Popmusic, fashion, computers, the Internet, that sort of thing.’
My mind reeled. This was fantastic. A genuine television event!
Like Mrs Thatcher getting grilled about the Belgrano on Nationwide or the Blue Peter elephant shitting on John Noakes.
The Prime Minister himself doing an interview with kids on live TV and I was to exec it! Christ! Like I say, I reeled.
‘This means a lot to the PM,’ Jo continued. ‘Dammit, as far as ordinary people are concerned politics is boring! The kids don’t want a lot of old fuddy-duddies telling them what to do. We need to let people know that things have changed. Basically, it’s very important to us that the premier gets a chance to point out that he likes popmusic and that he actually plays the guitar. Will that be possible?’
Well, as far as I was concerned he could point out that he liked liver and onions and played the didgeridoo if he wanted, but I said that I thought everybody knew that the PM played the guitar; it seemed to have come up in every interview he’d ever done.
‘People have short memories,’ said Jo, ‘besides which we need to make it clear that it’s the electric guitar he plays, not some strummy-crummy, clicky-clacky, Spanish castanets type, classical fuddy-duddy stuff.’
Well, I nodded and agreed and wondered if it would be appropriate to kiss her arse and pretty soon Jo signalled that the meeting was over.
An
d so there it is. I, Sam Bell, have successfully brokered a historic live TV encounter between the PM and Generation Next.
Trevor and I spent the afternoon trying to think of a good hook for the trailers. Trevor kept coming back to ‘The Premier meets the Little People’ but I’m sure that’d just make everyone think of leprechauns.
I must say this business has changed my attitude to my job entirely. I mean, if I was in the independent sector I certainly wouldn’t be meeting the PM. Besides which, it has occurred to me that I could use my newly acquired inside knowledge of Downing Street to write a political thriller. It could be just the inspiration I need.
Good old Beeb, say I. When Tosser offers me a job I’ll turn it down.
Dear Penny,
Guess what! Sam nearly met the PM today. I could hardly believe it when he told me. Now that’s what I call cool. I’m so proud of him. I’m married to a man who deals with the very highest in the land and from what he tells me he handled it incredibly well. The only thing that made me a bit sad is that if we never have kids then I won’t be able to tell them that their dad once nearly met the PM. Oh well, I really must stop thinking things like that.
Dear Self,
Another bit of good news today. They tell me that I can produce my sperm sample at home! Yes, apparently sperm survives for one hour once outside the body (if kept warm) and as long as you can get the stuff back to the clinic within that time it doesn’t matter where you pull one off the wrist. Great news.

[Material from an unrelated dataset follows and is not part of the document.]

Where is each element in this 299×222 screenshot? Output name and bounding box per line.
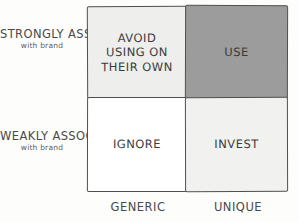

Anyway, I went in to see Dr Cooper after work to pick up the sterilized pot (you can’t just hand it in in a teacup). You can get the pots at Boots, but I’m not asking some sixteen-year-old girl for a sperm pot. Dr Cooper decided to take the opportunity to offer advice and consultation. He asked me whether I was aware of the manner in which I should produce my sample. I told him that I thought I could just about remember, I might be a bit rusty (it being as much as three or even four days since I last played a solo on the one-stringed bass), but I was sure that it would all come flooding back.